◆ **What you need to do**
A word-for-word copy of the lines below, starting at the line with "Identify the location of wizard-header: Computer" and ending at the last one, is what you should give. Omit every picture.

━━ Data shown ━━

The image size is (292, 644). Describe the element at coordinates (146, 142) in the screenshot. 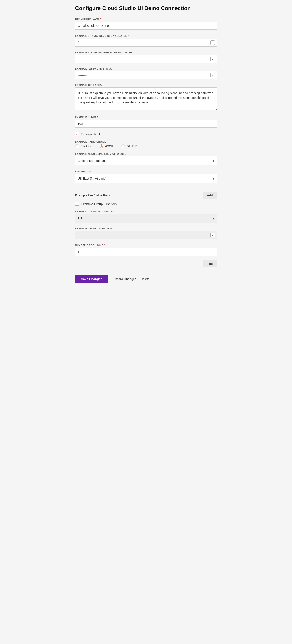

I see `example-radio-label: EXAMPLE RADIO CHOICE` at that location.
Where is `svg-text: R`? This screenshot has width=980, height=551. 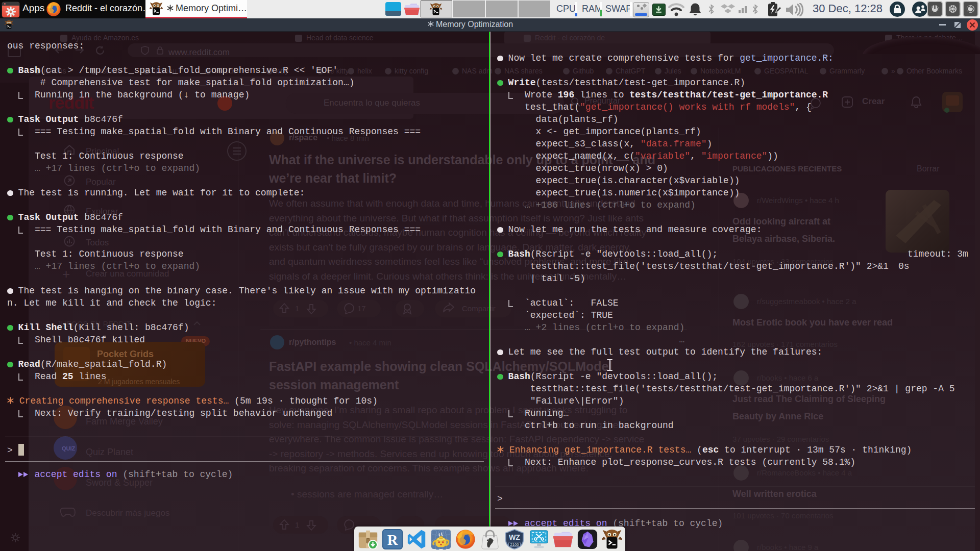
svg-text: R is located at coordinates (393, 540).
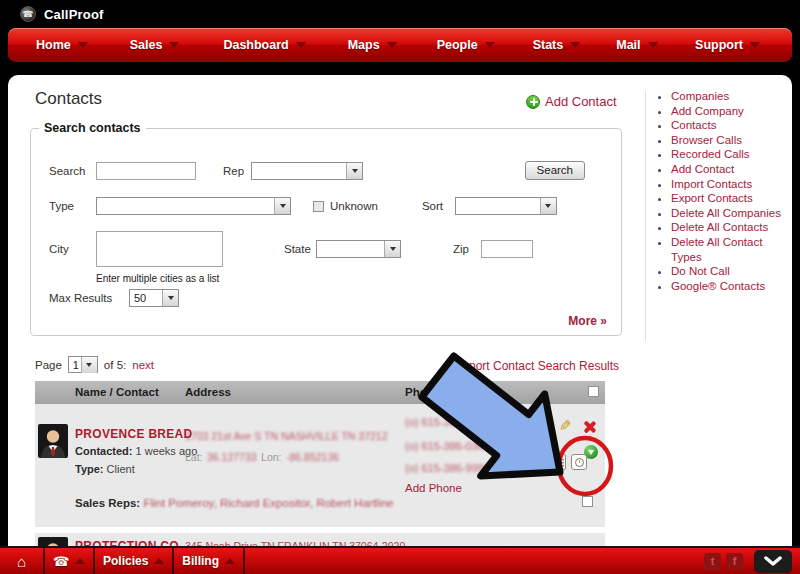  What do you see at coordinates (730, 214) in the screenshot?
I see `sidebar-item-delete-all-companies: Delete All Companies` at bounding box center [730, 214].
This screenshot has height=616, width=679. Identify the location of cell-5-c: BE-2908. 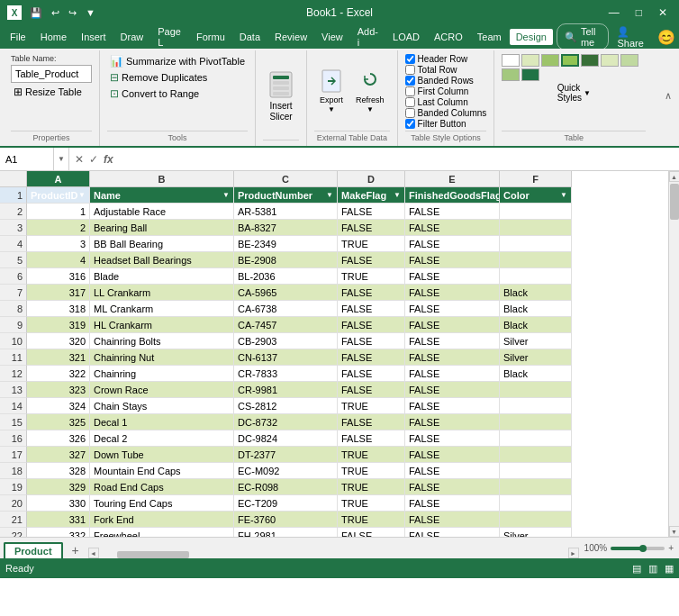
(286, 260).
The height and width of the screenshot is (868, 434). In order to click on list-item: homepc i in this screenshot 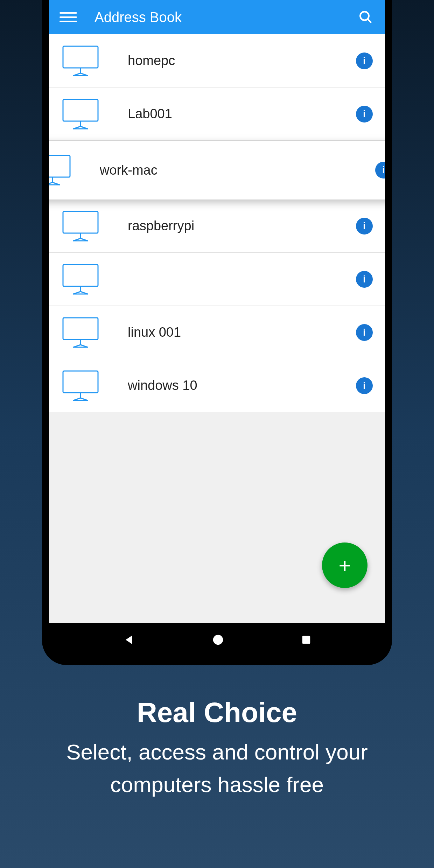, I will do `click(217, 61)`.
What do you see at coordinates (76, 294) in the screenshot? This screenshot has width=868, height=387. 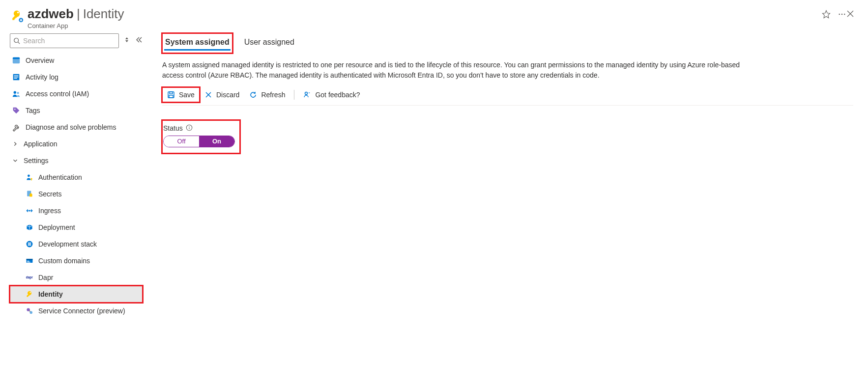 I see `highlight-identity: Identity` at bounding box center [76, 294].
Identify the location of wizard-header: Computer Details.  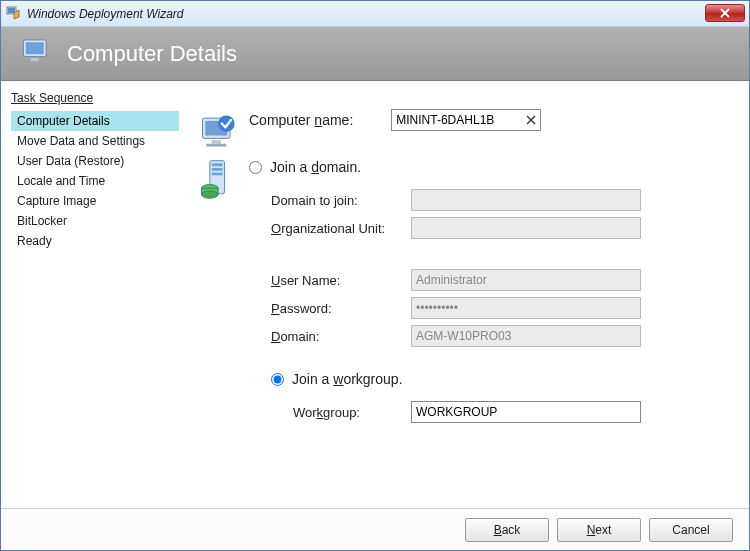
(375, 54).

━━━

◆ **Solution below**
Identify the location of wizard-header: Computer Details.  
(375, 54).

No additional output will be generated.